FILE - A boy walks past a newspaper kiosk at the Carrefour Wada district in Cameroon's capital Yaounde, Oct. 7, 2011. The country's National Communication Council has suspended dozens of media outlets and journalists for what is calls biased reporting.
FILE - A boy walks past a newspaper kiosk at the Carrefour Wada district in Cameroon's capital Yaounde, Oct. 7, 2011. The country's National Communication Council has suspended dozens of media outlets and journalists for what is calls biased reporting.

Cameroon's National Communication Council, the government media regulator, has suspended 30 journalists or radio and TV programs for what it calls biased reporting.

Among the more than 30 media organizations and journalists the NCC has suspended or warned are newspapers La Nouvelle Expression, La Meteo, L'Anecdote and the capital city radio station Amplitude FM.

NCC president Peter Essoka said the media organizations and journalists were suspended from one to six months because of unprofessional conduct and refusal to respect norms and ethics of journalism.

"When a journalist comes up with a newspaper article and says a certain minister is known to be running with the prime minister’s wife, how do you take that? It is indecent. It is indecent. And then he lists out that this minister is sleeping with this other minister, how does that help the society? It does not in any way. The media are supposed to play a very, very important role in its development, but then when we take on trivial things and say rubbish about lots and lots and lots of things, it hurts the heart," Essoka said.

Ministers, directors general, a lawmaker and a former army general had written to the NCC complaining their rights were abused by the journalists' reports.

But Journalist and IPS correspondent Mbom Sixtus said since its creation the NCC has been used as a tool to punish journalists.

"I have the impression that the National Communication Council was created to serve government officials or influential citizens.

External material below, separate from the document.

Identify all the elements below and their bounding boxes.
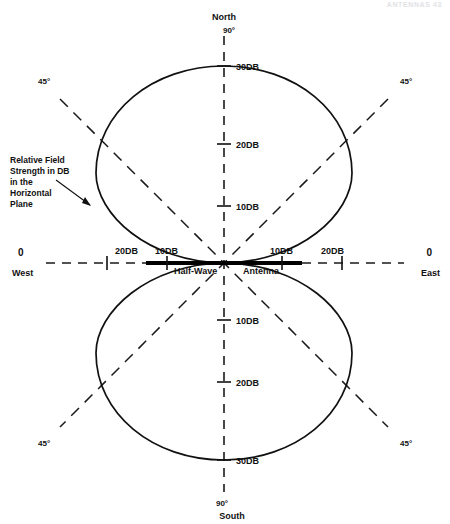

The Communication Council will hardly prove a minister wrong, so I do not think the council was created to regulate or bring order in the practice of journalism in Cameroon," Sixtus said.

Cameroon has about 600 newspapers, 200 radio, TV and online stations, and 15 news websites, according to the Ministry of Communication.

Reporters Without Borders in 2014 reported that Cameroon's Communication Council had taken a clearly tougher line towards journalists and media, which was reflected in the number of summonses it issued and the suspensions it had ordered.

Cameroon is ranked 126th out of 180 countries in the Reporters Without Borders' 2016 World Press Freedom Index.

Last week, the U.S.-based Committee to Protect Journalists reported Cameroon has been using its 2014 anti-terror law to “silence critics and suppress dissent."